Maybe he missed her as much as she missed him. Maybe he’d be willing to forgive her for being so stupid and hardheaded. And maybe she’d get a second chance.
She stepped into the Vegas sunshine and blinked at the brightness. Before her eyes were used to the light, she walked smack into a familiar broad chest, and only a strong hand on her forearm kept her from falling.
“Brian?” she whispered, half wondering if her broken heart had summoned up his image just to torture her.
“This has gone on long enough,” he said in a growl that let her know immediately this was no vision.
“It is you,” she said, and felt her heart begin to beat again for the first time since telling him goodbye.
“Of
course it’s me,” he said, and when the baby gurgled, he added, “and Maegan.”

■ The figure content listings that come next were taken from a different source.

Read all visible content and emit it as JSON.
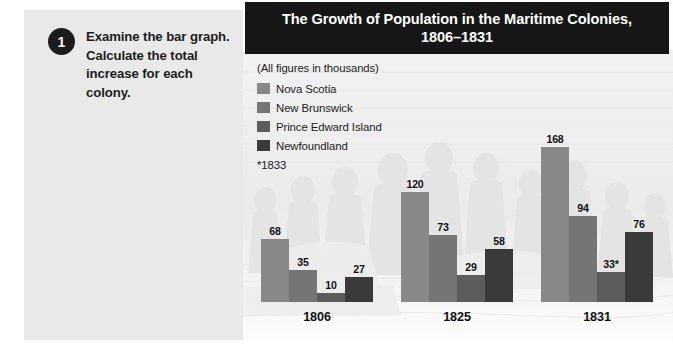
{
  "task": {
    "number": "1",
    "instruction": "Examine the bar graph. Calculate the total increase for each colony."
  },
  "chart_panel": {
    "title_line1": "The Growth of Population in the Maritime Colonies,",
    "title_line2": "1806–1831",
    "units_note": "(All figures in thousands)",
    "footnote": "*1833",
    "background_art": "historical-engraving-of-settlers"
  },
  "colors": {
    "panel_background": "#e9e9e9",
    "title_bar": "#161616",
    "badge": "#1c1c1c",
    "series_nova_scotia": "#888888",
    "series_new_brunswick": "#757575",
    "series_prince_edward_island": "#5c5c5c",
    "series_newfoundland": "#3a3a3a"
  },
  "chart_data": {
    "type": "bar",
    "title": "The Growth of Population in the Maritime Colonies, 1806–1831",
    "xlabel": "",
    "ylabel": "Population (thousands)",
    "ylim": [
      0,
      175
    ],
    "grid": false,
    "legend_position": "top-left",
    "units": "thousands",
    "categories": [
      "1806",
      "1825",
      "1831"
    ],
    "series": [
      {
        "name": "Nova Scotia",
        "color": "#888888",
        "values": [
          68,
          120,
          168
        ],
        "labels": [
          "68",
          "120",
          "168"
        ]
      },
      {
        "name": "New Brunswick",
        "color": "#757575",
        "values": [
          35,
          73,
          94
        ],
        "labels": [
          "35",
          "73",
          "94"
        ]
      },
      {
        "name": "Prince Edward Island",
        "color": "#5c5c5c",
        "values": [
          10,
          29,
          33
        ],
        "labels": [
          "10",
          "29",
          "33*"
        ]
      },
      {
        "name": "Newfoundland",
        "color": "#3a3a3a",
        "values": [
          27,
          58,
          76
        ],
        "labels": [
          "27",
          "58",
          "76"
        ]
      }
    ],
    "annotations": [
      "*1833"
    ]
  }
}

“And Maegan,” Kathy repeated, feeling a bubble of laughter rise up inside her. She felt so light, so full of wonder and happiness she was amazed she didn’t simply float off the sidewalk.
It didn’t matter to her why he was there. The important thing was he’d come.
“Aren’t you going to ask why we’re here?” he demanded.
If he wanted her to, okay by her.
“Sure,” she said, grinning up at him. She couldn’t stop smiling. Didn’t want to stop smiling. “Why are you here?”
He frowned at her and paused for a long moment. Apparently, he’d had his speech all worked out and she was throwing him a loop.
“Kathy?” her mother said.
“Mom, this is Brian Haley and his daughter, Maegan.” She never took her eyes off the tall marine in full uniform. “Brian, this is my mom, Spring, and my stepfather, Frank.”
He glanced their way and said, “Nice to meet you, folks.” Then he handed Maegan to a surprised Spring. “Would you mind, ma’am.”
“Not at all,” she said, and immediately jiggled the little girl while keeping her interested gaze fixed on her daughter and the marine.
Brian set both hands on Kathy’s shoulders and pulled her so close that she was forced to tilt her head right back just to look at him. He’d been planning this speech for hours, but now that he was here, he knew the most important thing in the world was just to kiss her.
Bending his head, he took her mouth in a deep, soul-searing kiss that branded her as completely as it did him. As if he was leaving his last mark on the earth, he gave her everything he had to give and tried to tell her without words just what she meant to him. And after a small eternity passed, he lifted his head and looked down into her dazed, brown eyes.
“Oh, Brian…”
“Nope,” he said quickly, interrupting her. “My turn to talk.”
“But…” She smiled and Brian’s heart ached.